Sunday, January 20, 2013

A Critique of Buchanan on the Theory of Choice

"Neither the consumer in the supermarket nor the construction engineer [building a dam] faces an economic problem; both face essentially technological problems. [Thus], the theory of choice (resource allocation) must be removed from its position of eminence in the economist's thought processes, [since it] assumes no special role for the economist, as opposed to any other scientist who examines human behavior." - J. M. Buchanan, "What Should Economists Do?"

Perhaps it is true that, provided that his preference scale is intertemporally fixed, the consumer in the supermarket faces what might be described as a more complex variety of the technological problem. However, from the point of view of advancing economic theory this is beside the point. What matters in this context is that the situation faced by the consumer in the supermarket, unlike the one faced by the construction enginner building a dam, can be described within the economic framework, and thus used to derive or illustrate many fundamental laws of economics.

Having a multiplicity of goals and a supply of homogeneous means at one's disposal results in a situation whose analysis allows for deducing the law of diminishing marginal utility. Having a multiplicity of goals while facing scarcity of time implies the existence of an intertemporal ranking of preferences, and thus the existence of positive time preference, which in turn sheds light on the phenomeneon of interest rate. In the absence of a uniform scale of exchange value expressible in terms of cardinal numbers and reflective of socially meaningful utility appraisals, i.e, the free market price system, the consumer is unable to evaluate the opportunity costs of his decisions, even if he is otherwise omniscient. And so on for many other economic theorems and phenomena.

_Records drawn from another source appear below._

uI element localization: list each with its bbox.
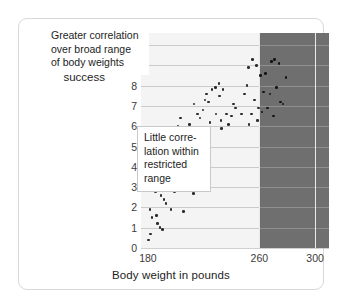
data-point bbox=[285, 76, 288, 79]
data-point bbox=[199, 117, 202, 120]
data-point bbox=[251, 58, 254, 61]
data-point bbox=[215, 113, 218, 116]
y-axis-tick-label: 3 bbox=[111, 182, 137, 193]
gridline-horizontal bbox=[141, 248, 329, 249]
data-point bbox=[225, 113, 228, 116]
data-point bbox=[160, 194, 163, 197]
y-axis-tick-label: 7 bbox=[111, 101, 137, 112]
y-axis-tick-label: 6 bbox=[111, 121, 137, 132]
gridline-horizontal bbox=[141, 86, 329, 87]
data-point bbox=[230, 115, 233, 118]
data-point bbox=[155, 214, 158, 217]
data-point bbox=[259, 74, 262, 77]
data-point bbox=[202, 109, 205, 112]
data-point bbox=[182, 210, 185, 213]
gridline-vertical bbox=[259, 33, 260, 248]
data-point bbox=[149, 208, 152, 211]
y-axis-tick-label: 5 bbox=[111, 141, 137, 152]
data-point bbox=[262, 91, 265, 94]
annotation-broad-range: Greater correlation over broad range of … bbox=[45, 25, 149, 75]
y-axis-tick-label: 1 bbox=[111, 222, 137, 233]
data-point bbox=[209, 121, 212, 124]
y-axis-tick-label: 8 bbox=[111, 80, 137, 91]
data-point bbox=[253, 99, 256, 102]
gridline-horizontal bbox=[141, 65, 329, 66]
data-point bbox=[255, 64, 258, 67]
data-point bbox=[192, 192, 195, 195]
data-point bbox=[196, 113, 199, 116]
data-point bbox=[222, 88, 225, 91]
data-point bbox=[220, 119, 223, 122]
data-point bbox=[278, 62, 281, 65]
data-point bbox=[270, 60, 273, 63]
data-point bbox=[248, 123, 251, 126]
data-point bbox=[205, 93, 208, 96]
y-axis-tick-label: 0 bbox=[111, 243, 137, 254]
data-point bbox=[247, 66, 250, 69]
gridline-vertical bbox=[315, 33, 316, 248]
gridline-horizontal bbox=[141, 45, 329, 46]
y-axis-tick-label: 2 bbox=[111, 202, 137, 213]
data-point bbox=[165, 202, 168, 205]
data-point bbox=[264, 72, 267, 75]
data-point bbox=[193, 103, 196, 106]
data-point bbox=[246, 84, 249, 87]
data-point bbox=[243, 93, 246, 96]
data-point bbox=[151, 216, 154, 219]
data-point bbox=[161, 228, 164, 231]
data-point bbox=[156, 222, 159, 225]
data-point bbox=[218, 95, 221, 98]
data-point bbox=[256, 119, 259, 122]
x-axis-tick-label: 180 bbox=[139, 252, 157, 264]
data-point bbox=[214, 86, 217, 89]
data-point bbox=[273, 58, 276, 61]
x-axis-label: Body weight in pounds bbox=[19, 269, 323, 281]
data-point bbox=[240, 113, 243, 116]
y-axis-tick-label: 4 bbox=[111, 162, 137, 173]
data-point bbox=[207, 101, 210, 104]
x-axis-tick-label: 260 bbox=[251, 252, 269, 264]
data-point bbox=[211, 88, 214, 91]
data-point bbox=[234, 107, 237, 110]
data-point bbox=[179, 117, 182, 120]
data-point bbox=[204, 99, 207, 102]
data-point bbox=[227, 123, 230, 126]
x-axis-tick-label: 300 bbox=[306, 252, 324, 264]
figure-card: Football linemen's success 012345678910 … bbox=[18, 18, 324, 290]
data-point bbox=[220, 127, 223, 130]
data-point bbox=[218, 82, 221, 85]
annotation-restricted-range: Little corre- lation within restricted r… bbox=[137, 126, 211, 192]
data-point bbox=[170, 208, 173, 211]
data-point bbox=[147, 239, 150, 242]
data-point bbox=[149, 233, 152, 236]
data-point bbox=[163, 198, 166, 201]
data-point bbox=[232, 103, 235, 106]
gridline-horizontal bbox=[141, 228, 329, 229]
data-point bbox=[250, 113, 253, 116]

In other words, pure theory of choice, understood as abstracted from uncertainty and genuine market exchange, can still provide us with a rich source of specifically economic insights, and it most certainly does not commit us to a mechanistic vision of human action. Thus, it has to be concluded that Buchanan, as well as Kirzner, were mistaken in their assessment of Robbins as a neoclassical maximizer rather than as a Misesian praxeologist, since while it seems reasonable to assume that it is catallactics that contains the most significant and eye-opening truths concerning the nature of human action (and interaction), it is mistaken to conclude, as Mises understood all too well, that the theory of market exchange exhausts the domain of economics.